You may have spent years building something valuable, but if you don’t have a plan, what happens to your business when you die may be decided by default rules, your business documents, or a probate court. Without proper planning, a business owner’s death can create uncertainty for family members, employees, business partners, and customers. What happens to your business after your death depends heavily on how your business is structured and whether a succession plan has been implemented.
If You’re a Sole Proprietor
A sole proprietorship generally isn’t legally separate from you, the owner. When you die, the business assets, equipment, inventory, accounts, and goodwill, become part of your estate. Those assets then pass according to your will, or, if you don’t have one, under Texas intestacy law.
The challenge is continuity. Without a plan, there may be no one with clear authority to keep the doors open, pay employees, or fulfill contracts during the gap between your death and the completion of probate. For some sole proprietors, the reality is that the business is wound down or sold rather than continued.
If You Have a Partnership
If you co-own a business, your partnership agreement is the first place to look. A well-drafted agreement typically spells out what happens when a partner dies, such as a buyout of the deceased partner’s interest by the surviving partners.
If there’s no agreement addressing it, Texas default rules apply, and they may not produce the result anyone wanted. Your ownership interest generally passes to your estate, but your heirs usually don’t automatically step into your role as an active partner. That can create friction between grieving family members who now hold an economic interest and surviving partners.
If You Own an LLC
For a limited liability company, the company agreement (sometimes called an operating agreement) controls. When an LLC member of a multiple member LLC dies, the heirs often inherit only the economic rights to the interest, the right to distributions, but not automatically the management and voting rights, unless the company agreement says otherwise or the remaining members consent. In other words, your family might be entitled to the profits but have no say in running the company. Whether that’s the outcome you want depends entirely on your goals and how your documents are written.
For a single member LLC, the owner’s interest generally becomes part of the estate. In some cases the LLC can be continued while some may have to be dissolved.
If You Own a Corporation
Shares of stock are personal property that pass through your estate to your heirs or beneficiaries. In a closely held business, questions of control, who votes the shares, and whether other shareholders have rights to buy them often come to the surface, and provisions in shareholder agreements frequently govern those issues. Without these provisions, disputes regarding ownership and control may arise.
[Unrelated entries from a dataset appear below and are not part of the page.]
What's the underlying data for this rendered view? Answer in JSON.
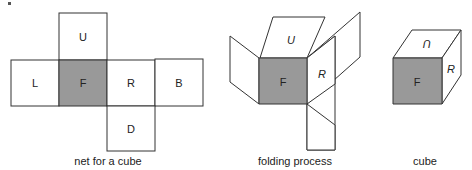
{
  "colors": {
    "face_shaded": "#999999",
    "stroke": "#333333",
    "background": "#ffffff"
  },
  "net": {
    "caption": "net for a cube",
    "faces": {
      "up": "U",
      "left": "L",
      "front": "F",
      "right": "R",
      "back": "B",
      "down": "D"
    }
  },
  "folding": {
    "caption": "folding process",
    "faces": {
      "up": "U",
      "front": "F",
      "right": "R"
    }
  },
  "cube": {
    "caption": "cube",
    "faces": {
      "up": "U",
      "front": "F",
      "right": "R"
    }
  }
}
Business Succession Planning
Some tools may be available to help business owners prepare for the future, including:
A Buy-Sell Agreement
For businesses with more than one owner, a buy-sell agreement can:
-
- Establish who can buy a deceased owner’s interest (the other owners, the company, or a combination)
- Set a price or valuation method in advance, avoiding fights over what the interest is worth
- Spell out the terms of the transition
Revocable Living Trust
A trust that properly holds ownership interests may allow the interests to pass according to the owner’s wishes.
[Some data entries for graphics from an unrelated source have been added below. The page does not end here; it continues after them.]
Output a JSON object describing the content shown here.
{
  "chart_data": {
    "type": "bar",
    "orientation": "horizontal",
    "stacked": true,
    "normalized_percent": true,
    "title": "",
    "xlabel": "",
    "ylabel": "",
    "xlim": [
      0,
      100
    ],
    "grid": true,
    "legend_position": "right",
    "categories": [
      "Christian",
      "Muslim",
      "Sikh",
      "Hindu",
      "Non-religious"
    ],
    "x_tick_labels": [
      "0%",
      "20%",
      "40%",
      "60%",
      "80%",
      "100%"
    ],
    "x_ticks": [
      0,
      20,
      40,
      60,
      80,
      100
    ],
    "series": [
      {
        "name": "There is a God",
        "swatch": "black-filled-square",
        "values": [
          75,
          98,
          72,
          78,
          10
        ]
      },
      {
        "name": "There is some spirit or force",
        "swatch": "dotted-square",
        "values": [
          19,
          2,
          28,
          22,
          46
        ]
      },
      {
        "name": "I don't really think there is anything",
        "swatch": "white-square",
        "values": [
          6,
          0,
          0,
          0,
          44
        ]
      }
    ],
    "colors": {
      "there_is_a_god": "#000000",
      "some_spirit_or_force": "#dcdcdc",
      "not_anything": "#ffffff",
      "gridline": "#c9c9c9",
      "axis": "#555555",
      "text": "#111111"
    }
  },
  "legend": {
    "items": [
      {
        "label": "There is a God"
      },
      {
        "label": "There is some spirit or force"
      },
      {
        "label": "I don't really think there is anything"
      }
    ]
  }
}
Company and Shareholder Agreements
Properly drafted governing documents can provide clear instructions regarding ownership transitions and management authority.
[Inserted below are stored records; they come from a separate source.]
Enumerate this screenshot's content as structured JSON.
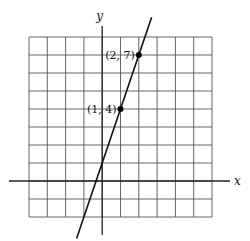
{
  "chart_data": {
    "type": "line",
    "title": "",
    "xlabel": "x",
    "ylabel": "y",
    "xlim": [
      -4,
      6
    ],
    "ylim": [
      -2,
      8
    ],
    "grid": true,
    "grid_step": 1,
    "series": [
      {
        "name": "y = 3x + 1",
        "slope": 3,
        "intercept": 1,
        "x_range": [
          -1.4,
          2.7
        ]
      }
    ],
    "points": [
      {
        "x": 1,
        "y": 4,
        "label": "(1, 4)"
      },
      {
        "x": 2,
        "y": 7,
        "label": "(2, 7)"
      }
    ]
  },
  "labels": {
    "x_axis": "x",
    "y_axis": "y",
    "point_1": "(1, 4)",
    "point_2": "(2, 7)"
  },
  "colors": {
    "grid": "#555555",
    "axis": "#222222",
    "line": "#111111",
    "point": "#000000"
  }
}
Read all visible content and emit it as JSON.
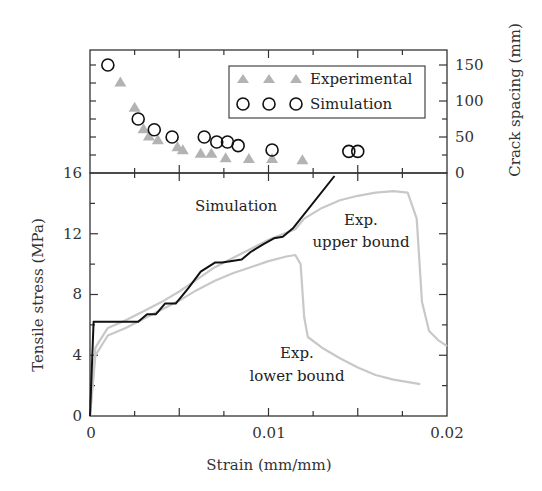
{
  "chart_data": [
    {
      "panel": "top",
      "type": "scatter",
      "title": "",
      "xlabel": "",
      "ylabel": "Crack spacing (mm)",
      "y_axis_side": "right",
      "xlim": [
        0,
        0.02
      ],
      "ylim": [
        0,
        165
      ],
      "yticks": [
        "0",
        "50",
        "100",
        "150"
      ],
      "grid": false,
      "legend_position": "upper right (boxed)",
      "series": [
        {
          "name": "Experimental",
          "marker": "triangle",
          "color": "#b3b3b3",
          "x": [
            0.0017,
            0.0025,
            0.003,
            0.0033,
            0.0038,
            0.0049,
            0.0052,
            0.0062,
            0.0068,
            0.0076,
            0.0089,
            0.0102,
            0.0119
          ],
          "y": [
            127,
            92,
            62,
            52,
            47,
            37,
            33,
            28,
            28,
            22,
            21,
            21,
            19
          ]
        },
        {
          "name": "Simulation",
          "marker": "circle-open",
          "color": "#111111",
          "x": [
            0.001,
            0.0027,
            0.0036,
            0.0046,
            0.0064,
            0.0071,
            0.0077,
            0.0083,
            0.0102,
            0.0145,
            0.015
          ],
          "y": [
            150,
            75,
            60,
            50,
            50,
            43,
            43,
            38,
            32,
            30,
            30
          ]
        }
      ]
    },
    {
      "panel": "bottom",
      "type": "line",
      "title": "",
      "xlabel": "Strain (mm/mm)",
      "ylabel": "Tensile stress (MPa)",
      "xlim": [
        0,
        0.02
      ],
      "ylim": [
        0,
        16
      ],
      "xticks": [
        "0",
        "0.01",
        "0.02"
      ],
      "yticks": [
        "0",
        "4",
        "8",
        "12",
        "16"
      ],
      "grid": false,
      "series": [
        {
          "name": "Simulation",
          "color": "#111111",
          "x": [
            0,
            0.0002,
            0.0003,
            0.0027,
            0.0032,
            0.0037,
            0.0042,
            0.0048,
            0.0055,
            0.0062,
            0.007,
            0.0074,
            0.0085,
            0.009,
            0.0097,
            0.0103,
            0.0108,
            0.0114,
            0.0137
          ],
          "y": [
            0,
            6.2,
            6.2,
            6.2,
            6.7,
            6.7,
            7.4,
            7.4,
            8.4,
            9.5,
            10.1,
            10.1,
            10.3,
            10.8,
            11.3,
            11.7,
            11.8,
            12.4,
            15.8
          ]
        },
        {
          "name": "Exp. upper bound",
          "color": "#c8c8c8",
          "x": [
            0,
            0.0003,
            0.001,
            0.002,
            0.003,
            0.004,
            0.005,
            0.006,
            0.007,
            0.008,
            0.009,
            0.01,
            0.0115,
            0.012,
            0.013,
            0.014,
            0.015,
            0.016,
            0.017,
            0.0178,
            0.0183,
            0.0186,
            0.019,
            0.0195,
            0.02
          ],
          "y": [
            0,
            4.5,
            5.8,
            6.3,
            6.9,
            7.5,
            8.2,
            9.0,
            9.8,
            10.4,
            11.0,
            11.6,
            12.3,
            13.0,
            13.7,
            14.2,
            14.5,
            14.7,
            14.8,
            14.7,
            13.0,
            7.5,
            5.6,
            5.0,
            4.6
          ]
        },
        {
          "name": "Exp. lower bound",
          "color": "#c8c8c8",
          "x": [
            0,
            0.0003,
            0.001,
            0.002,
            0.003,
            0.004,
            0.005,
            0.006,
            0.007,
            0.008,
            0.009,
            0.01,
            0.011,
            0.0115,
            0.0118,
            0.012,
            0.0122,
            0.013,
            0.014,
            0.015,
            0.016,
            0.017,
            0.018,
            0.0185
          ],
          "y": [
            0,
            4.0,
            5.3,
            5.8,
            6.4,
            7.0,
            7.6,
            8.3,
            8.9,
            9.4,
            9.8,
            10.2,
            10.5,
            10.6,
            10.0,
            6.5,
            5.2,
            4.5,
            3.8,
            3.2,
            2.7,
            2.4,
            2.2,
            2.1
          ]
        }
      ],
      "annotations": [
        "Simulation",
        "Exp.",
        "upper bound",
        "Exp.",
        "lower bound"
      ]
    }
  ],
  "legend": {
    "experimental_label": "Experimental",
    "simulation_label": "Simulation"
  },
  "labels": {
    "top_ylabel": "Crack spacing (mm)",
    "bottom_ylabel": "Tensile stress (MPa)",
    "xlabel": "Strain (mm/mm)",
    "annot_sim": "Simulation",
    "annot_upper_1": "Exp.",
    "annot_upper_2": "upper bound",
    "annot_lower_1": "Exp.",
    "annot_lower_2": "lower bound"
  },
  "ticks": {
    "y_left": [
      "0",
      "4",
      "8",
      "12",
      "16"
    ],
    "y_right": [
      "0",
      "50",
      "100",
      "150"
    ],
    "x": [
      "0",
      "0.01",
      "0.02"
    ]
  }
}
Coordinating Your Business and Your Estate Plan
An issue can occur when your will or trust says one thing while the business documents say another. Generally, the governing business document, your partnership agreement, company agreement, or shareholder agreement, controls what happens to the ownership interest, so your estate plan should work with those documents.
Other planning considerations can include:
- Succession: Who will actually run the business? A family member, a key employee, or a buyer? Leadership and ownership aren’t always the same person.
- Holding the interest in a trust, which in some situations can ease the transition and avoid probate delays for the business interest.
- Liquidity: Will your estate have enough cash to cover debts and any taxes without forcing a fire sale of the business?
- Authority during the gap: Making sure someone has clear legal authority to keep operations running between your death and the conclusion of probate.
Incapacity
Death isn’t the only risk to a business. If you become seriously ill or incapacitated, who can sign checks, make decisions, and keep things moving? Planning for that scenario, often through properly drafted powers of attorney and business documents, is just as important as planning for death.
Conclusion
What happens to your business when you die depends on your type of entity, your business agreements, and the estate plan you put in place. Left unplanned, the default rules and the probate process may control what happens. With coordinated planning, you can decide who takes over your interests and how.
DISCLAIMER: This blog post is for general informational/educational purposes only and does not constitute legal advice. Reading this post does not create an attorney-client relationship. Every situation is different, and you should consult with a qualified attorney about your particular circumstances. For the full disclaimer, click here.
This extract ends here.